After Diljit Dosanjh’s historical biography, industry seeks to impose curbs on another upcoming launch- The India Story: Slow Poison in Progress. The Shreyas Talpade, Kajal Aggarwal starrer is a courtroom drama on food safety and public health is currently facing stiff opposition from India’s agrochemical industry weeks before its release.

The New Delhi-based Agro Chem Federation of India (ACFI) citing its contribution in the agrochemical sector of India has written to the CBFC to scrutinize the film before certification. ACFI director according to sources, that the film’s teaser contains “misleading and unsubstantiated” claims about pesticides, food safety and Indian agriculture. Director General Kalyan Goswami said, “The federation is seeking a meeting with CBFC Chairperson Shashi Shekhar Vempati.”

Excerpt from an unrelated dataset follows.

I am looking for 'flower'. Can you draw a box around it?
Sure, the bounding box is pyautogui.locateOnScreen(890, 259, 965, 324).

In Mumbai, legal proceedings have also begun. Hiranya Pandey, representing Bhavesh Sodha of Agri Business Centre, served a legal notice on the filmmakers — Zee Studios and MIG Production & Studios LLP. The notice that was served in June sought disclosure of the scientific basis for the claims.

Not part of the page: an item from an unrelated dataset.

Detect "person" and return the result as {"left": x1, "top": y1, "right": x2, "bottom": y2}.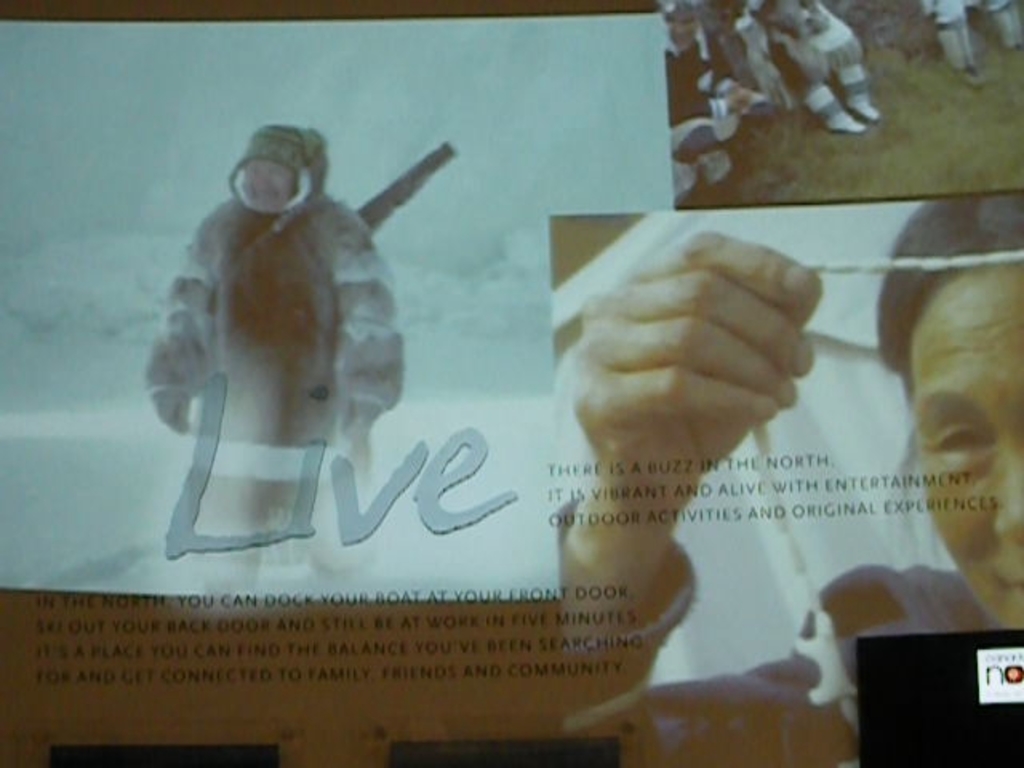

“The filmmakers responded through their advocate on June 30”, following which Pandey said he filed a rejoinder with the CBFC on July 9 seeking a personal hearing before certification. Pandey said his client would move the court if the film is released unchanged. “The trailer deploys the derogatory and defamatory label ‘Mrityudata’ (provider of death) for ‘Annadata’ (the sustainer and provider of food),” he said. He claimed that the filmmakers did accept that certain teaser sequences were “symbolic dramatisation” and that they did not assert pesticides were the “sole cause” of cancer.

In its teaser, The India Story: Slow Poison in Progress showed several data points in cap in between slides of reports and snippets of food adulteration and use of chemicals in Indian farming. Calling them “India’s most shocking truths”, the teaser of the film, directed by Cheytan DK, claimed: “We grew poison, not food.” The teaser featured text snippets saying that Indians were “fed over 50,000 metric tonnes of pesticides” which “exposed over 200,000,000 (20 crore) people”. It also linked agricultural practices to “rising cancer cases”, and questioned the safety of “milk and poultry”, and described Indian food as “slow poison”.